What I’ve learned is that creative failure has a particular flavour. It tastes like distance. The gap between what you feel and what you’ve managed to put on the page.
You close that gap not through inspiration. You close it through repetition. By writing badly enough, often enough, that eventually the distance shrinks.
Every story about perseverance jumps from I failed to and then I succeeded.
Nobody stays long in the middle. The part where you’re neither failing spectacularly nor succeeding clearly. The part where you’re just… continuing. Showing up. Doing work that might matter or might not. Not knowing.
That middle part is most of the journey.
It’s unglamorous. It doesn’t make for good content. There’s no arc to post about. Just a person, doing the work, not yet knowing what it adds up to.
I’ve spent most of my professional and creative life in that middle. Learning a language slowly. Building competency in ERP systems one difficult project at a time. Writing drafts that went nowhere. Attempting podcasting and stepping back. Coming back to it.
The middle is where character is actually built. Not in the dramatic failures or the celebrated wins, but in the quiet decision to keep going when there’s no particularly good reason to.
I want to be careful here. I’m not going to tell you that failure builds resilience, or grit, or some other well-worn word.
What I’ll say instead is this: repetitive failure builds familiarity with discomfort. And that familiarity changes you in subtle but important ways.
When you’ve failed at something enough times, the fear of failing at it again becomes smaller. Not because you’ve become reckless. But because you’ve survived it before. You know what the inside of it feels like. You know you can come back from it.
That’s not the same as confidence. It’s something quieter. A steadiness. A willingness to try again without needing to guarantee the outcome first.
In cross-cultural work, bridging India and Japan through technology and language, that steadiness matters enormously. Because cultural misunderstanding is not a one-time event. It’s a recurring texture of the work. Every day brings new moments of slight uncertainty, of “I’m not entirely sure how this will land.”
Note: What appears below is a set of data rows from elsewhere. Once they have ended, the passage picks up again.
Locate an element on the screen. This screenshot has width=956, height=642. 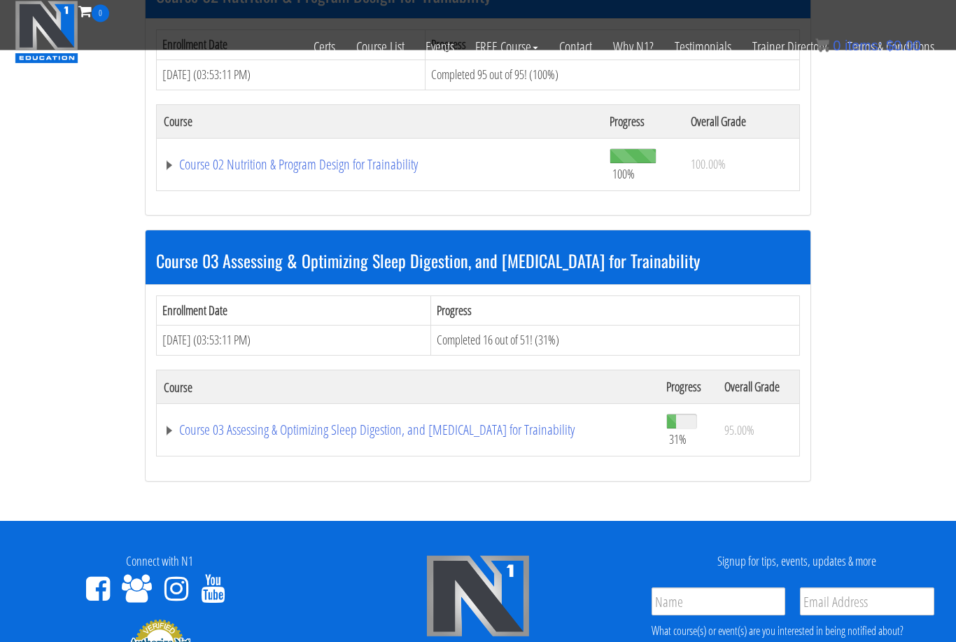
span: 100% is located at coordinates (624, 174).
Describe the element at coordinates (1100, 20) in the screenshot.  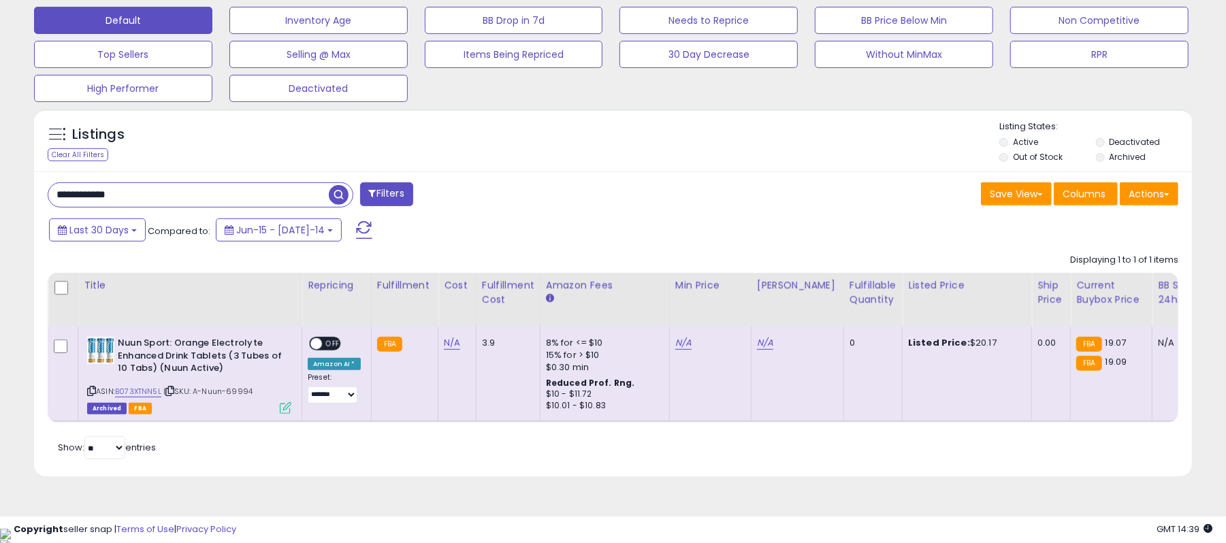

The only way to function well in that space is to be comfortable with imperfect attempts. To try, to adjust, to try again. Without treating every miscalibration as a verdict on your worth.
That comfort doesn’t come from reading about failure. It comes from accumulating it, slowly, over years.
If you’re in the middle of a repeated failure, the same language exam, the same kind of project going wrong, the same creative block, I won’t tell you it’s all going to be fine.
I don’t know your story well enough to promise that.
What I’ll say is what I know from mine: the repetition itself is not the problem. The problem is only if you return carrying nothing from before.
Bring something back each time. A question. A different angle. A willingness to be wrong in a new way.
And if you have to stop for a while, stop. Come back when you’re ready. The work will still be there.
The middle doesn’t last forever. Not because you’ll suddenly break through to the other side. But because, slowly, the middle itself starts to look different. What once felt like being lost starts to feel like knowing the territory.
That’s not success. But it might be something more lasting than success.
It might be understanding.
Sahaj Ravindra Balgunde writes about technology, language, identity, and the spaces between. He works as a bilingual developer and consultant at Hirameki Solutions, bridging India and Japan through ERP systems and cross-cultural collaboration. He is the author of “Face of the Inner Voice” and is currently writing “The Light and The Shield.”